Faculty lecture will explore archeological findings in northern Maine
McKillop Library will host another faculty lecture for its fall 2022 series, and this one will be with Dr. Heather Rockwell, professor in the Department of Cultural, Environmental and Global Studies. The lecture will be entitled “Archaeology at the Edge of the World: Investigating the First People of Maine,” and it will be held on Thursday, Nov. 10, at 4 p.m. on the first floor of the McKillop Library. To register, go here.
During this lecture, Dr. Rockwell will reveal preliminary details from field work in the NKP quarry complex that is located within the Munsungun Lake geologic formation of northern Maine. This site has quickly emerged as one of the most important Indigenous toolstone acquisition areas in the Northeast.
Intensively used quarry areas are rare in the region, and many of the locations that are known have been impacted by decades of formal and informal artifact collecting, logging, agriculture and other development. Field work conducted since 2016 has revealed that the use of this location extends well beyond traditional quarrying activities and includes stone tool workshops and habitation areas occupied as early as the Pleistocene.
During the summer of 2022, eight students from Salve Regina — including Alejandra Garcia-Silvia ’23, who was profiled recently on SALVEtoday — accompanied Dr. Rockwell to investigate one of these workshop locations called the PPE site. Accompanying as co-investigator was Dr. Nathaniel Kitchel, professor in the Department of Archeology at Dartmouth College.
This presentation by Dr. Rockwell will detail the preliminary results of this fieldwork and contextualize it within the broader understanding of indigenous prehistory.
Dr. Heather Rockwell earned her doctorate in anthropology from the University of Wyoming in 2014. She joined the Salve Regina faculty as an assistant professor in 2020. She teaches within the Noreen Stonor Drexel Cultural and Historic Preservation Program, as well as and the sociology and anthropology program within the department of Cultural, Environmental and Global Studies.
Dr. Rockwell’s specialization is on Paleoindigenous people of New England and the Canadian Maritimes and the initial colonization of North America during the Pleistocene. She currently has an active research program in Maine exploring its first indigenous inhabitants and secondary project assessing job hiring patterns of anthropologists into tenure track positions.
The lecture will be held Thursday, Nov. 10, at 4 p.m. on the first floor of the McKillop Library. To register, go here.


## EXERCISE
Each line below that contains "image" counts once; report the total and nothing more.

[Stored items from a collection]
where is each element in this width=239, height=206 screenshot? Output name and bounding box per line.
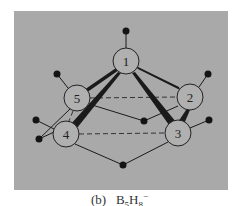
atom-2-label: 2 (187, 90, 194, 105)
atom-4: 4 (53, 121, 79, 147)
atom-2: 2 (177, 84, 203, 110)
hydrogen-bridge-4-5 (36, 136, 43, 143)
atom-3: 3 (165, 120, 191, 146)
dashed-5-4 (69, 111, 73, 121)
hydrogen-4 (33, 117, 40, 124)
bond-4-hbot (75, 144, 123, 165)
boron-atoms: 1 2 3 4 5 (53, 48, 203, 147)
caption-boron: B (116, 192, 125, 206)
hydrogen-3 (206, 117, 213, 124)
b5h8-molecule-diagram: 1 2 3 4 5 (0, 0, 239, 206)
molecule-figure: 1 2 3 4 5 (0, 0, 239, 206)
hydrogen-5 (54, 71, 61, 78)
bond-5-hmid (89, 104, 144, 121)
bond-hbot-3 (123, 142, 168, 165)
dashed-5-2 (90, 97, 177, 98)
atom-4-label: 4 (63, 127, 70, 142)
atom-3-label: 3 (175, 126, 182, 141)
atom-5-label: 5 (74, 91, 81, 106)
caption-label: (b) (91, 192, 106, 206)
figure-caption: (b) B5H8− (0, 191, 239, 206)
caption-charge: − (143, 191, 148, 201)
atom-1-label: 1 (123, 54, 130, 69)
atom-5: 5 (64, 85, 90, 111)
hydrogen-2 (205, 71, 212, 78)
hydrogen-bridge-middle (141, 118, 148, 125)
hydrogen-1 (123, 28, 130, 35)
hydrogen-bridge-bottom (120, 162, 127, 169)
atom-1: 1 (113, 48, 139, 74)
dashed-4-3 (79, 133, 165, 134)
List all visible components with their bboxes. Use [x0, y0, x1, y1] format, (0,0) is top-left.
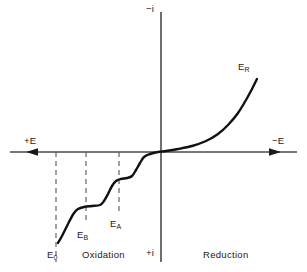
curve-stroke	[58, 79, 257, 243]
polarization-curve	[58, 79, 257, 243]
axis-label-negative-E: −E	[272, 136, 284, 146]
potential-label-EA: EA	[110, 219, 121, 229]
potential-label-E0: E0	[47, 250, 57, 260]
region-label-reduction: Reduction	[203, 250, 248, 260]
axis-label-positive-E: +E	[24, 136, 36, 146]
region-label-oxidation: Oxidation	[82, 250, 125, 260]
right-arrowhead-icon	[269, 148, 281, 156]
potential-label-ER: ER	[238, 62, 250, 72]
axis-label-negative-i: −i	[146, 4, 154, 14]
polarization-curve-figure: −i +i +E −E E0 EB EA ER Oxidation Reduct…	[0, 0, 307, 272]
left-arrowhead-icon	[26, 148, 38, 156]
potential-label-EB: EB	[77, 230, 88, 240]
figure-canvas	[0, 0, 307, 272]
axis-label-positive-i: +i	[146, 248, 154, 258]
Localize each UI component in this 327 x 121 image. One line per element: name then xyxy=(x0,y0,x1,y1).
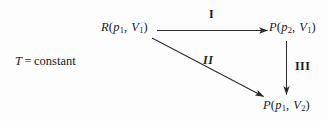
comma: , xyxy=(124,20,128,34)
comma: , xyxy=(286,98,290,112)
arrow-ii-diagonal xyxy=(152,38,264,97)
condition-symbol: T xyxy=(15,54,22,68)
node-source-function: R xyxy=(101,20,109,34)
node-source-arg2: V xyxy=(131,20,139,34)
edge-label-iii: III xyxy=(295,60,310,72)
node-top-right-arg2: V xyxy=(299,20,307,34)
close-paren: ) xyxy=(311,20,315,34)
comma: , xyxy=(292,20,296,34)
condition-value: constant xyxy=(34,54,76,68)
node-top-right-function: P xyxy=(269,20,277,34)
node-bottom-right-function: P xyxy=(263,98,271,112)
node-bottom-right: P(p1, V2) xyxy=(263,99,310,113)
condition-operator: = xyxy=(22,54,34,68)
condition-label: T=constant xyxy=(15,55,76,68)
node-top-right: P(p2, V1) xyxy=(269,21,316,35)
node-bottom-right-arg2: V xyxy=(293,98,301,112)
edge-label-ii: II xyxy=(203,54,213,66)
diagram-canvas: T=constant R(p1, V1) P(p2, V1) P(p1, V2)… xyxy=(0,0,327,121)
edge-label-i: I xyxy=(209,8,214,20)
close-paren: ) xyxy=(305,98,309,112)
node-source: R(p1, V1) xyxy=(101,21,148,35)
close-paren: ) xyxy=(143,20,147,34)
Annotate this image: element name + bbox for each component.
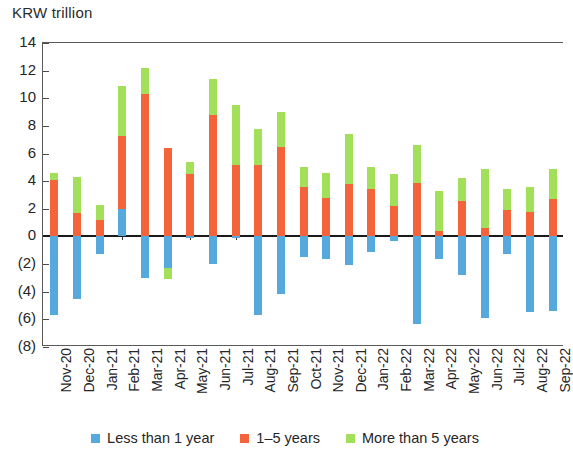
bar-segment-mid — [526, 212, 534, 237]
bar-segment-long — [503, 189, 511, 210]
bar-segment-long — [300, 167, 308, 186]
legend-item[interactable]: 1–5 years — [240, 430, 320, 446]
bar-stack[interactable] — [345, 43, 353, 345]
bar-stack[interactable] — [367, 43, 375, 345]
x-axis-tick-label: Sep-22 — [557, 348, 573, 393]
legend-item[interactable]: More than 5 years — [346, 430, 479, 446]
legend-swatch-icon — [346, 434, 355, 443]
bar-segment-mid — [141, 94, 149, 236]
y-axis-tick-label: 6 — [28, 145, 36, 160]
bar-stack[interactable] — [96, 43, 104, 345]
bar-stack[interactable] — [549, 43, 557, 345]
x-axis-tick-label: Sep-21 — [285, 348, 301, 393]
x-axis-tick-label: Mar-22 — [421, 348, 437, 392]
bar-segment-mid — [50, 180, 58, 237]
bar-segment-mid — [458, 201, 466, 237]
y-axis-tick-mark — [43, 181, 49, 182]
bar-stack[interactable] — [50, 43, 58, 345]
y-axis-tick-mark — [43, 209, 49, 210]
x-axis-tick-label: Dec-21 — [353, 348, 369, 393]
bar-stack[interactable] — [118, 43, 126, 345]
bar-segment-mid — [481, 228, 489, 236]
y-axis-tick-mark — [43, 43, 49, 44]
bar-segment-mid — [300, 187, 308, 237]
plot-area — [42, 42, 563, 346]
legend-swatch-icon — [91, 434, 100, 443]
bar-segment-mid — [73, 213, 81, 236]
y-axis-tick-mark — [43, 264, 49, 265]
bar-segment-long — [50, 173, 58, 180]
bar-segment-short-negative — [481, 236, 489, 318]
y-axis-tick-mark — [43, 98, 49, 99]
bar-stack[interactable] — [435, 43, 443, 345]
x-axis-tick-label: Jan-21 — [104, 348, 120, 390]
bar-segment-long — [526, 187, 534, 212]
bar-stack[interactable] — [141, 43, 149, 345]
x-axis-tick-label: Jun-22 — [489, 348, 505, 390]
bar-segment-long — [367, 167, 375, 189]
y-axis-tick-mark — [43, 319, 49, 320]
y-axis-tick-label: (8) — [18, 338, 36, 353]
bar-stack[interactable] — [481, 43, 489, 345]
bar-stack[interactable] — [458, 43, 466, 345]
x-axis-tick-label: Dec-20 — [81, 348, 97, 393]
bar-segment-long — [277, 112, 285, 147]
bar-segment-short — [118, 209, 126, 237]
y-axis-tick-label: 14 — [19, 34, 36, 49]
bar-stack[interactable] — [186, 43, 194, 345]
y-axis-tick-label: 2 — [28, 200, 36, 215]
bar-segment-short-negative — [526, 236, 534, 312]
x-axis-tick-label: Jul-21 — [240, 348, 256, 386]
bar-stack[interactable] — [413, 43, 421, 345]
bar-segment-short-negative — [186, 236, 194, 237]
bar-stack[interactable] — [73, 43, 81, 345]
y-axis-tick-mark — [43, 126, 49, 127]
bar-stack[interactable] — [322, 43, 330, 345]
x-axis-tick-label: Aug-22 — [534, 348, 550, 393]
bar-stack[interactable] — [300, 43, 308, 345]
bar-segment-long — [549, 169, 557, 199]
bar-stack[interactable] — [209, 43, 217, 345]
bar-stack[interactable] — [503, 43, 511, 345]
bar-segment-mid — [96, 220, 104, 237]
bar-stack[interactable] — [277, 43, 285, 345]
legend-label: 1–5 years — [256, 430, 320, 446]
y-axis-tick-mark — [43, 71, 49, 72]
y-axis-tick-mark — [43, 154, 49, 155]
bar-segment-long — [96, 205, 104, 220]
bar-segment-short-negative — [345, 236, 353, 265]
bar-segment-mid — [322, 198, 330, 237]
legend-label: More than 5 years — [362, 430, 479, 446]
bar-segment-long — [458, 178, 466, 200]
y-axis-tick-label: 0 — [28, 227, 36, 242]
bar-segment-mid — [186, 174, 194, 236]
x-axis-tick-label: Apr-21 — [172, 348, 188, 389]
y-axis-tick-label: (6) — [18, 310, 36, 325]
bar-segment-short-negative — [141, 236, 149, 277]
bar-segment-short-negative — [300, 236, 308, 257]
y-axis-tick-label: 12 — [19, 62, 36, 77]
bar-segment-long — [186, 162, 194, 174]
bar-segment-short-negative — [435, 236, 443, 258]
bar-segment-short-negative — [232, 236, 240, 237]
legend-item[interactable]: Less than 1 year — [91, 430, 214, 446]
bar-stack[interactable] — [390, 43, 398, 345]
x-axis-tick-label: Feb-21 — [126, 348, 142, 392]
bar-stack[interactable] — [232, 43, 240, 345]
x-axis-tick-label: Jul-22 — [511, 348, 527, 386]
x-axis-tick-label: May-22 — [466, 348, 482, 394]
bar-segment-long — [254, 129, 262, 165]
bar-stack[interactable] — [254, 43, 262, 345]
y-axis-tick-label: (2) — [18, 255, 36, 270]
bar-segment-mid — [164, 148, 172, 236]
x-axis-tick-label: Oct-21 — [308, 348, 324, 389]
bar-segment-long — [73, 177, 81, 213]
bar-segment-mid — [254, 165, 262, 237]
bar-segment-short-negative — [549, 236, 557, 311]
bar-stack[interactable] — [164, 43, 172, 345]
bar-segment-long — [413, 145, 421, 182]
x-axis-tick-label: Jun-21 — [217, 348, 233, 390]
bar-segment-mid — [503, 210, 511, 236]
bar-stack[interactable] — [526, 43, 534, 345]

---

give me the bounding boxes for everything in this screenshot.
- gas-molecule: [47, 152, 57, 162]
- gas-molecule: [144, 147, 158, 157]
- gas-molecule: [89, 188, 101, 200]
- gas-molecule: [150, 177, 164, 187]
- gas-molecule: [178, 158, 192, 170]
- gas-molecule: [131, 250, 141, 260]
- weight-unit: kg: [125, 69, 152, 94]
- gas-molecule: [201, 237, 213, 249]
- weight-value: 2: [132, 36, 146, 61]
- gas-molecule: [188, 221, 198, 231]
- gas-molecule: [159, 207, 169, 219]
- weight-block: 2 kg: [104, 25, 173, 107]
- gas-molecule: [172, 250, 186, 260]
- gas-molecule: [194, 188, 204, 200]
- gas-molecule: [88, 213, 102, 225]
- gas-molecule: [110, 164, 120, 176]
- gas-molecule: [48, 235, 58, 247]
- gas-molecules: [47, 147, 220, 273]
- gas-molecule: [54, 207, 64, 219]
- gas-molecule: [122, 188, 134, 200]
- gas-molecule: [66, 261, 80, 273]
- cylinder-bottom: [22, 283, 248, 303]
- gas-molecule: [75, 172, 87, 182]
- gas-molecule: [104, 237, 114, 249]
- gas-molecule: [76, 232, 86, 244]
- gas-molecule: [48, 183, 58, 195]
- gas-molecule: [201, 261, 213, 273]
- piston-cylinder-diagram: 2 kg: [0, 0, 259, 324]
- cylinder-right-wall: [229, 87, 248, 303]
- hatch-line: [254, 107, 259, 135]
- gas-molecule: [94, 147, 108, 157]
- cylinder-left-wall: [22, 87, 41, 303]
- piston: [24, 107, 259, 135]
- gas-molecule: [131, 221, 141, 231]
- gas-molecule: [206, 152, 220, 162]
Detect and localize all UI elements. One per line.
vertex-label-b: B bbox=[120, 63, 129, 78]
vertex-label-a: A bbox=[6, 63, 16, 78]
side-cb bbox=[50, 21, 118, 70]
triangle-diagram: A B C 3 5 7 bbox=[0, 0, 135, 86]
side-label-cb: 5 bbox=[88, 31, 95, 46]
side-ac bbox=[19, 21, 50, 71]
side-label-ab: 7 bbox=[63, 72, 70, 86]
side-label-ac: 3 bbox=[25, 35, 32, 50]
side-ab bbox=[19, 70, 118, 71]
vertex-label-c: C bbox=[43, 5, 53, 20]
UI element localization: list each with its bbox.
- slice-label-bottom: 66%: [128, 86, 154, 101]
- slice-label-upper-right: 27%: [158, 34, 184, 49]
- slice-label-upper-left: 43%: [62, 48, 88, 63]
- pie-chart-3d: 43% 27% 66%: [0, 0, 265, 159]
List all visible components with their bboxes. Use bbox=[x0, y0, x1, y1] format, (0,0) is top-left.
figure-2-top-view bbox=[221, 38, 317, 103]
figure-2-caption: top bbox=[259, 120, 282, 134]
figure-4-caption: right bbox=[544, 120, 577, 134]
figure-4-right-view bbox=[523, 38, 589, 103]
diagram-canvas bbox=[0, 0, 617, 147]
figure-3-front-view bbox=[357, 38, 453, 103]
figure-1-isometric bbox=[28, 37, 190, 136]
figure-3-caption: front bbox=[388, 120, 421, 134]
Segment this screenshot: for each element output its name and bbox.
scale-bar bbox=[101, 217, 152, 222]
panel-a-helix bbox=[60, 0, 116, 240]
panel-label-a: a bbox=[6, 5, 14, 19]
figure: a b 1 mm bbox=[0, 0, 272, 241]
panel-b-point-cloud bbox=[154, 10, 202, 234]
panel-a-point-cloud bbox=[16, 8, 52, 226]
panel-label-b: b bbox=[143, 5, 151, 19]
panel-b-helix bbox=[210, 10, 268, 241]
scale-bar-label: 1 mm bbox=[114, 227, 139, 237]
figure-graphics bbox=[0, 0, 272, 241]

==

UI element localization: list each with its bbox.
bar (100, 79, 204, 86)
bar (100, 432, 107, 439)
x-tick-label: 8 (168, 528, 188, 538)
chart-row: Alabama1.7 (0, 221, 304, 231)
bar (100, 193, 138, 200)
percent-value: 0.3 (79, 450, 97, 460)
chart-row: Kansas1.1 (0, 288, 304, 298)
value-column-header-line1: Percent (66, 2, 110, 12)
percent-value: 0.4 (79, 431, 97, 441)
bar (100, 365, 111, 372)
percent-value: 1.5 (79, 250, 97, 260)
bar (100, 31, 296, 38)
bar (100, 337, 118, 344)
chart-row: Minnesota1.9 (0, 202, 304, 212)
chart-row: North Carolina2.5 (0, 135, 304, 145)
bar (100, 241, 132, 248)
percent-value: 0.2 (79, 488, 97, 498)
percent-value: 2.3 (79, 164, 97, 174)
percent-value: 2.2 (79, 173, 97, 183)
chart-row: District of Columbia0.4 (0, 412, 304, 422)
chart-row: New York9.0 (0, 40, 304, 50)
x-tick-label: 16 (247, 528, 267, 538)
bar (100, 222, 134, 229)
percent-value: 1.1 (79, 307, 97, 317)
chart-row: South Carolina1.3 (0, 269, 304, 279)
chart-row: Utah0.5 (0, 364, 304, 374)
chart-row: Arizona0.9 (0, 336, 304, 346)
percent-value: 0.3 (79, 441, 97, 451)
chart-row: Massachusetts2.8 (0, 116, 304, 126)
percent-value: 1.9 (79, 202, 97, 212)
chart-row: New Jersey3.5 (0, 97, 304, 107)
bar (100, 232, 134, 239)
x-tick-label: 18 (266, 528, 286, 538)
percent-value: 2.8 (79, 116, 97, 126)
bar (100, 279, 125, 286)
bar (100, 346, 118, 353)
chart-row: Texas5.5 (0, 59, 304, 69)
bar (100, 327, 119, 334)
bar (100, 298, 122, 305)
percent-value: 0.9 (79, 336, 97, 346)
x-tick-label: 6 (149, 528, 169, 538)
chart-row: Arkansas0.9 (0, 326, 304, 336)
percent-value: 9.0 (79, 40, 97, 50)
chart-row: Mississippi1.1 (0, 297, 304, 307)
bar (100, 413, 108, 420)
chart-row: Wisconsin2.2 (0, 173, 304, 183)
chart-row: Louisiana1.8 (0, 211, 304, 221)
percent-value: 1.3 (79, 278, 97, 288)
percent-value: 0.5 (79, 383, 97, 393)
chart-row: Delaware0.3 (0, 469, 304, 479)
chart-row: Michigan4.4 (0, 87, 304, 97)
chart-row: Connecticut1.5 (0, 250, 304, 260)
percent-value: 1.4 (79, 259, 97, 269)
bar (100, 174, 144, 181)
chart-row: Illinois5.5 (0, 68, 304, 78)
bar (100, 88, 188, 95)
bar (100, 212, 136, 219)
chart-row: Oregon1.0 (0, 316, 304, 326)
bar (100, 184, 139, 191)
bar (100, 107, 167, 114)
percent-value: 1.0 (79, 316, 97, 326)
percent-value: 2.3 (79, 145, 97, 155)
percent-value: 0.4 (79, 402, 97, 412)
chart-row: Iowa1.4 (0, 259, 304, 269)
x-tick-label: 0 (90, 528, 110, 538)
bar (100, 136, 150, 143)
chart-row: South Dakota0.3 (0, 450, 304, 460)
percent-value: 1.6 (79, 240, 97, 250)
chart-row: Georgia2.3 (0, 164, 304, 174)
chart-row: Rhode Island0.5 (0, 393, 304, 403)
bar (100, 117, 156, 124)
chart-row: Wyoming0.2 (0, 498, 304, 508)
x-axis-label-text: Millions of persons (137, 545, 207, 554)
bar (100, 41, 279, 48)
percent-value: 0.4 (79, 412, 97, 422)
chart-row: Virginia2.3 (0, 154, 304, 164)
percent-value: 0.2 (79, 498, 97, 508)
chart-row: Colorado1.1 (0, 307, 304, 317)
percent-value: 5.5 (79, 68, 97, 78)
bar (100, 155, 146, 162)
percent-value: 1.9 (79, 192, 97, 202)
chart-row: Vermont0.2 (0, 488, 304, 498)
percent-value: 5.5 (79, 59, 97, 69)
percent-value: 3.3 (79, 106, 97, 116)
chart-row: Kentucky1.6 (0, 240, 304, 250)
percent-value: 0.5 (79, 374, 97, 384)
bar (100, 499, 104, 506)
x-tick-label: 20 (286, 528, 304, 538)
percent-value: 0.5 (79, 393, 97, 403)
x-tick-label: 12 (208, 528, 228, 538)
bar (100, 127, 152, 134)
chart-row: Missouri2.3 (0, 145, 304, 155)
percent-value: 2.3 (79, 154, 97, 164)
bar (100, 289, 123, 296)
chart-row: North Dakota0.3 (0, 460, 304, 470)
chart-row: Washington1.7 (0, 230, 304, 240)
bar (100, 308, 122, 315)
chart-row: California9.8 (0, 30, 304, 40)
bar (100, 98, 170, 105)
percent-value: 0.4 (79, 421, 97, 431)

## RESULT OF THIS EXERCISE
2